KEYNOTE.
Eileen McMahon addressed an audience of engineers, scientists and innovators about how to navigate patent laws. McMahon was one of the keynote speakers at a national robotics conference on Monday, July 9 at the Rosseau Muskoka in Minette.
Photo by Jennifer Bowman
The lead singer of Canadian rock band The Reason took his performing to a different level at a robotics conference at The Rosseau, in Minett, on Monday, July 9.
“It’s easy to sing a song on a mic, but it’s hard talking in-between about interesting stuff and trying to keep people engaged,” Adam White said.
White was one of 13 people who presented or performed at the Innovation Nation Conference and Robotics Competition to a crowd of educators, inventors, engineers, surgeons, and others. After 10 years of performing, White said he’s never played at this kind of function before.
“I’m honoured for you guys to have me here today. This is crazy. This is one of the coolest and weirdest things I’ve ever done,” he told the audience.
With a handful of notes he talked to the audience about how his music comes about, treating them to the first performance of a new song Drive Me Home, the first song he’s written on someone else’s experiences rather than his own.

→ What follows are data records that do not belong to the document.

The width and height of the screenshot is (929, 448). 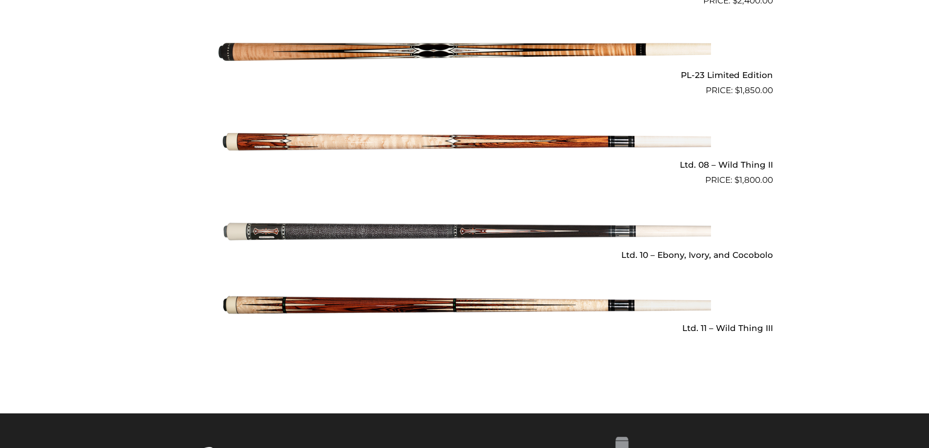 I want to click on h2: PL-23 Limited Edition, so click(x=465, y=75).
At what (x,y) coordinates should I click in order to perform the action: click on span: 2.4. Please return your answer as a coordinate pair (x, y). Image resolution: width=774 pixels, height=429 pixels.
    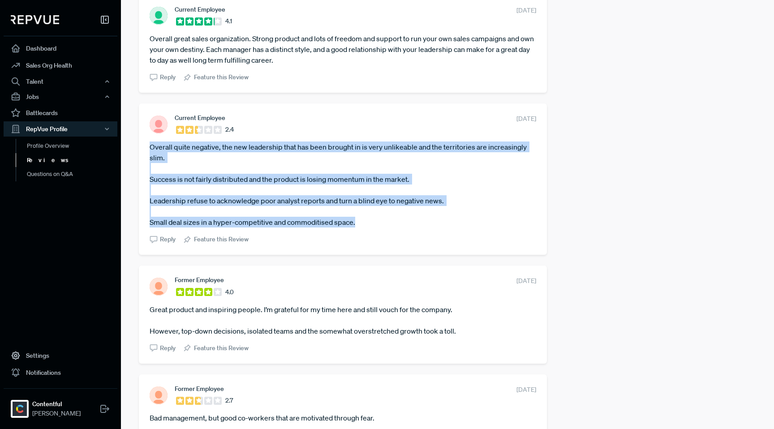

Debra Vivian, director of communications for the Centre for Surgical Invention, said they chose two artists to perform at the convention because there’s a connection between artists and scientists many don’t think about.
There’s so much in common between artists and engineers, the spark of imagination, she said. There’s a kinship, an appreciation between them.
Both speakers following White, one who spoke on the jungle of patenting, the other on the challenges of marketing innovation, noted the rare privilege of following a rock star, while White thanked everyone for the opportunity, hugging the emcee before leaving the stage.
Mehran Anvari, one of the first surgeons in Canada to use robotics in surgery, and the scientific director and CEO of the Centre for Surgical Invention and Innovation, said the arts are part of innovation.
“The conference is designed to showcase innovation and its value to society… not just in the medical field, or engineering or robotic field, but in arts and entertainment,” said Anvari.
White said he didn’t know what to talk about at the event, but decided song writing is very innovative.
He doesn’t record his songs when they first come to him, he waits it out.
“If the song is really good, it’ll come back. If it comes back, maybe you’ll have a guitar in your hand and be hanging out with your buddies,” he said.
White puts all of his songs to the campfire test, which he did both nights he was staying at The Rosseau during the conference.
“Whatever you do to that song, if you can’t take it back to just a voice and a guitar in like a campfire setting, then, I don’t know, I think the song loses something if you can’t just hear it being sung,” he said.
Other than the conference, he’s taking the summer off from performing; he expects to be doing a lot of touring once the group’s new CD is released in the fall.
White’s first recording was by his grandma, who said he was always making up his own songs.
“I wouldn’t like the song happy birthday, I hate that song, so I would make up my own birthday song to sing on people’s birthdays and things like that,” he said.
He’s considering going to similar events to the robotics conference in the future.
“I think the first one’s the hardest, so maybe I’d be into doing stuff like this more often,” he said.
Other speakers at the conference included Canadian astronaut David Saint-Jacques who connected through video conference to speak on engineering and medicine, David Caddey addressed innovations used in space which are also being used in health care, Doron Kopelman spoke on innovations and the culture of innovation in Israel and many others.
The conference was followed by a robotics competition with high schools and post-secondary schools from across Ontario competing.